For a moment Valerie felt inclined to open her oppressed and suffering heart to this sweet, matronly friend, and tell her the whole, bitter truth, and seek her wise counsel; but again the want of moral courage, which had always been so fatal to her welfare, sealed her lips.
"Well," said Lady C., after a short pause for that answer that never came, "I will not press the question. 'The heart knoweth its own bitterness.'"
"Yes," murmured Valerie, in a very low voice. Then, not to seem indifferent or unsocial, and also, if the truth must be told of her, to gratify a gnawing curiosity, she inquired:
"How goes the expected marriage of your niece, madame?"

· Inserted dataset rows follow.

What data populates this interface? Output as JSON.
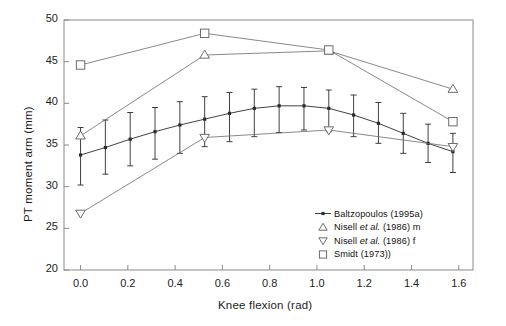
{
  "chart_data": {
    "type": "line",
    "title": "",
    "xlabel": "Knee flexion (rad)",
    "ylabel": "PT moment arm (mm)",
    "xlim": [
      -0.07,
      1.66
    ],
    "ylim": [
      20,
      50
    ],
    "xticks": [
      "0.0",
      "0.2",
      "0.4",
      "0.6",
      "0.8",
      "1.0",
      "1.2",
      "1.4",
      "1.6"
    ],
    "xtick_values": [
      0.0,
      0.2,
      0.4,
      0.6,
      0.8,
      1.0,
      1.2,
      1.4,
      1.6
    ],
    "yticks": [
      "20",
      "25",
      "30",
      "35",
      "40",
      "45",
      "50"
    ],
    "ytick_values": [
      20,
      25,
      30,
      35,
      40,
      45,
      50
    ],
    "grid": false,
    "legend_position": "bottom-right",
    "series": [
      {
        "name": "Baltzopoulos (1995a)",
        "marker": "filled-dot",
        "has_error_bars": true,
        "x": [
          0.0,
          0.105,
          0.21,
          0.315,
          0.42,
          0.525,
          0.63,
          0.735,
          0.84,
          0.945,
          1.05,
          1.155,
          1.26,
          1.365,
          1.47,
          1.575
        ],
        "y": [
          33.8,
          34.7,
          35.7,
          36.6,
          37.4,
          38.1,
          38.8,
          39.4,
          39.7,
          39.7,
          39.4,
          38.6,
          37.6,
          36.4,
          35.2,
          34.2
        ],
        "yerr_low": [
          30.2,
          31.5,
          32.5,
          33.3,
          34.0,
          34.8,
          35.4,
          36.0,
          36.5,
          36.8,
          36.6,
          36.0,
          35.2,
          34.0,
          32.9,
          31.7
        ],
        "yerr_high": [
          37.1,
          38.0,
          38.9,
          39.5,
          40.2,
          40.8,
          41.3,
          41.7,
          42.0,
          41.9,
          41.6,
          41.0,
          40.1,
          38.8,
          37.5,
          36.4
        ]
      },
      {
        "name": "Nisell et al. (1986) m",
        "marker": "triangle-up",
        "has_error_bars": false,
        "x": [
          0.0,
          0.525,
          1.05,
          1.575
        ],
        "y": [
          36.1,
          45.8,
          46.3,
          41.7
        ]
      },
      {
        "name": "Nisell et al. (1986) f",
        "marker": "triangle-down",
        "has_error_bars": false,
        "x": [
          0.0,
          0.525,
          1.05,
          1.575
        ],
        "y": [
          26.8,
          35.9,
          36.8,
          34.8
        ]
      },
      {
        "name": "Smidt (1973))",
        "marker": "square",
        "has_error_bars": false,
        "x": [
          0.0,
          0.525,
          1.05,
          1.575
        ],
        "y": [
          44.6,
          48.4,
          46.4,
          37.8
        ]
      }
    ]
  },
  "legend": {
    "entries": [
      {
        "label_pre": "Baltzopoulos (1995a)",
        "label_italic": "",
        "label_post": "",
        "marker": "filled-dot"
      },
      {
        "label_pre": "Nisell ",
        "label_italic": "et al.",
        "label_post": " (1986) m",
        "marker": "triangle-up"
      },
      {
        "label_pre": "Nisell ",
        "label_italic": "et al.",
        "label_post": " (1986) f",
        "marker": "triangle-down"
      },
      {
        "label_pre": "Smidt (1973))",
        "label_italic": "",
        "label_post": "",
        "marker": "square"
      }
    ]
  },
  "colors": {
    "axis": "#8a8a8a",
    "ink": "#1c1c1c",
    "series_primary": "#2b2b2b",
    "series_open": "#6b6b6b",
    "background": "#ffffff"
  }
}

"I cannot tell you dear. I have been daily expecting some communication on the subject from de Volaski: but as yet he has made none. After coming to Paris for the purpose, (for of course his office in the embassy is a mere sinecure and a plausible excuse,) he betrays the bashfulness of a girl in pressing his suit; but some men, some of the best and purest of men, are just that way—in love affairs as shy women," said her ladyship.
Valerie smiled bitterly. She thought she understood the reason why the Count de Volaski was in no hurry to press the suit for marriage with a dreaming girl, to whom he had been arbitrarily contracted when he was a boy of fifteen, and she a child of twelve.
"I shall, however, write again to her father. I will not have my sister's daughter wasting her youth in a convent, while waiting for a tardy suitor."
Valerie smiled again, and then arose to take her leave.
Lady C. kissed her affectionately, and promised soon to visit her at the Hotel de la Motte.
"But—how long will you remain there?" inquired her ladyship.